“Let me get this straight.” I stood, tipping my chair backward. “You abandoned me when I was young. You left me with a stranger, who later dropped me off at another stranger’s house to live. I grew up being physically abused and emotionally wrecked. I ended up on the streets and somehow managed to survive it all to get where I am today, and all that you want to know is how I got tangled up with the Capri family?”
“Sienna,” she took a long breath then tossed her napkin on the table and stood, “as overwhelming as this is for you, it is for me too. I apologize for my lack of warmth and empathy. I tend to hide it at the worst of times. Leaving you was the hardest and worst decision of my life, but I had to do it. Though I thought things were going to turn out differently, they didn’t, and I’m still trying to understand it all. Please,” she pointed to the chair that was upright again, thanks to Oscar, “take a seat, and let’s try this again.”
Francesco had moved a bit farther into the room when I overturned my chair. He gave me a pleading look to do as she said. I eased down into the seat and nodded for her to begin.
“Let’s start slow and work our way to the bigger questions as we get to know one another.” She poured some ice water into a glass that held cucumber slices. “I read in the article that you’re a journalist. What led you into that profession?”
“You,” I answered simply. “I figured I could find you if I dug hard enough. I needed a job that would let me do that.”
“I didn’t want to be found.”
“Apparently.” I couldn’t help but feel a sting from her answer.
“There were reasons for it.”
“I bet.” I sipped some water. “Why do you need an entourage of men?” I swept my hand about to indicate the obvious muscle around her.
“Protection.”
“From whom?”
“From the ones who want to hurt me.” She leaned back and motioned for one of them to come over. “However, Ugo here is your first cousin.”
I blinked up at the man who looked nothing like me, and more like Elio, and tried to digest that I did have family.
“Nice to meet you, Ugo,” I said softly.
“You as well.”
“Can you tell me a little about—”
“Back to your post.” Elenora cut me off as her curt voice directed Ugo. Taken back, I threw her a look. “We’ll get there,” she said as she turned back to me, her voice lowered.
Well, that was a warm way to discover my cousin.
“Do I have any other family?”
“A little, yes.”
“Are any of them on my father’s side?”
“Yes, there are some there, too. Where are you living now?”
“Somewhere safe.” I kept my answers as vague as she did. After all, why should I give her any detail when she was the one who held all the cards? “Why now, why here?” I blurted, feeling drained with the dance we were in. At this rate, I realized I might have to take notes in a journal just to remember the tiny bits of information she was giving me.
“Because of this.” She pulled a copy ofFab Magazineout of her purse and dropped it in front of her. “Why did you do it?”
“It’s the same answer as why I chose the profession I did—to find you.” I shrugged, not understanding what she wasn’t getting. “I did it in hopes that after all these years, it might lead you to me. And it did.”
“It also will lead others to you.” Her face morphed into a serious expression.
“Others?”
“I left you because our lives were in danger, and we still are in danger, Sienna.”
“I guess I missed the family newsletter, because this is the first I’ve heard of this.” I folded my arms, mad as hell that, for the second time in my life, I was being told that someone may want to hurt me. What did I ever do to make all these people angry with me?
“Why didn’t you stay in Sicily?” She changed direction again.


● Problem
Please output all of the entries exactly and omit any images they hold.

----------------------------------------

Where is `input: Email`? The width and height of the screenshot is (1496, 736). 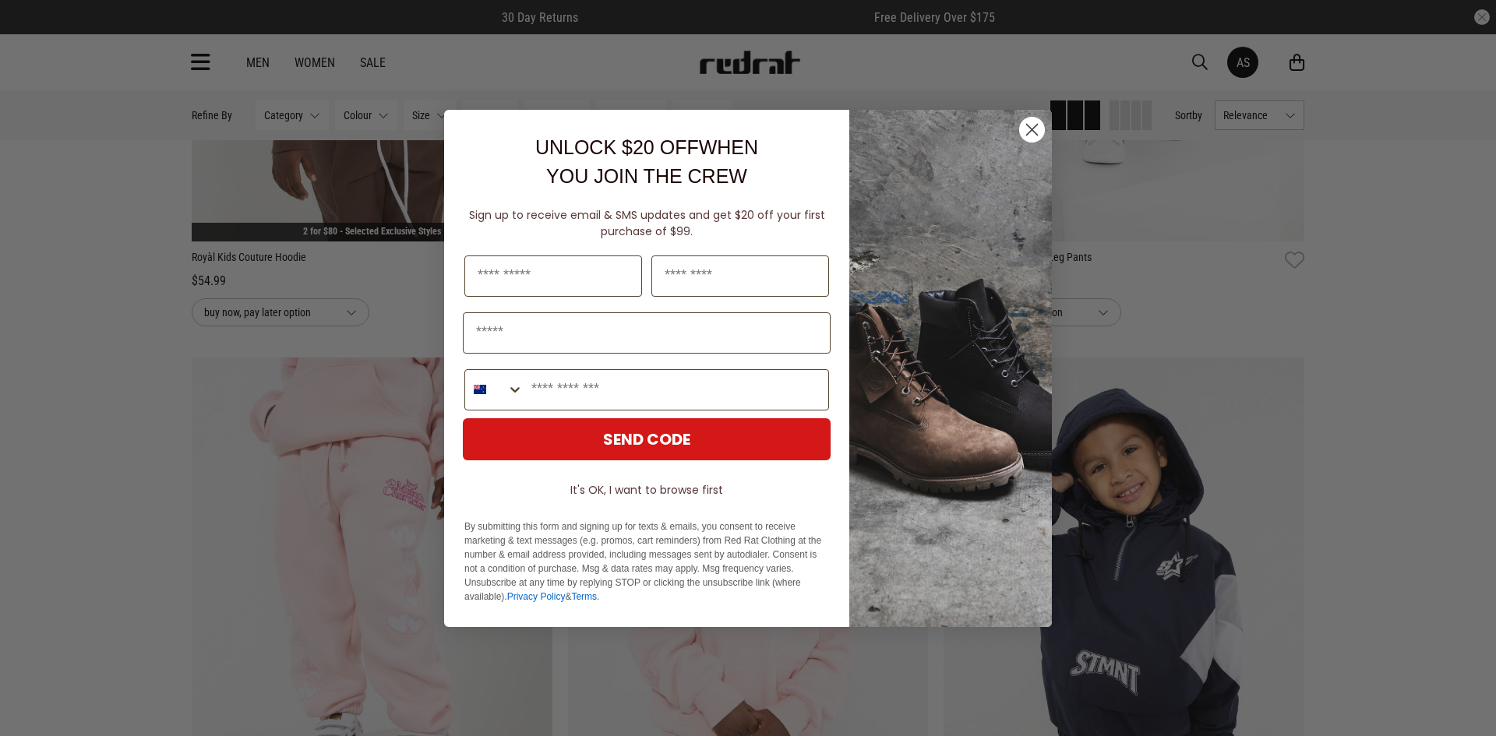
input: Email is located at coordinates (647, 333).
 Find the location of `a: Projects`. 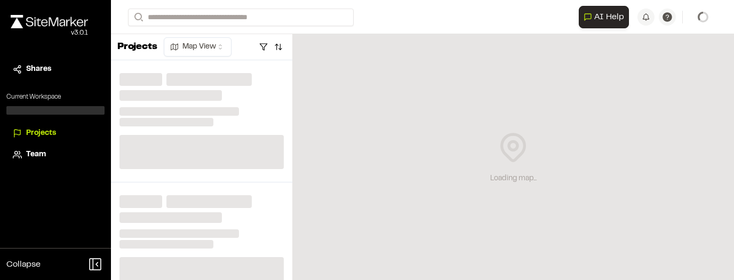

a: Projects is located at coordinates (55, 133).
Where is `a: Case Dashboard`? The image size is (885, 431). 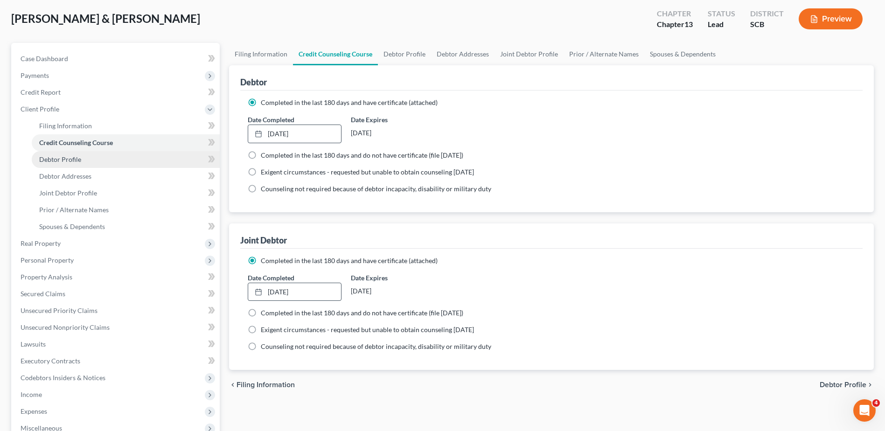
a: Case Dashboard is located at coordinates (116, 59).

----------------------------------------

● Written answer
Where is `input: Email`? The width and height of the screenshot is (1496, 736). 
input: Email is located at coordinates (647, 333).
 Find the location of `a: Projects`. 

a: Projects is located at coordinates (55, 133).
Where is `a: Case Dashboard`? The image size is (885, 431). 
a: Case Dashboard is located at coordinates (116, 59).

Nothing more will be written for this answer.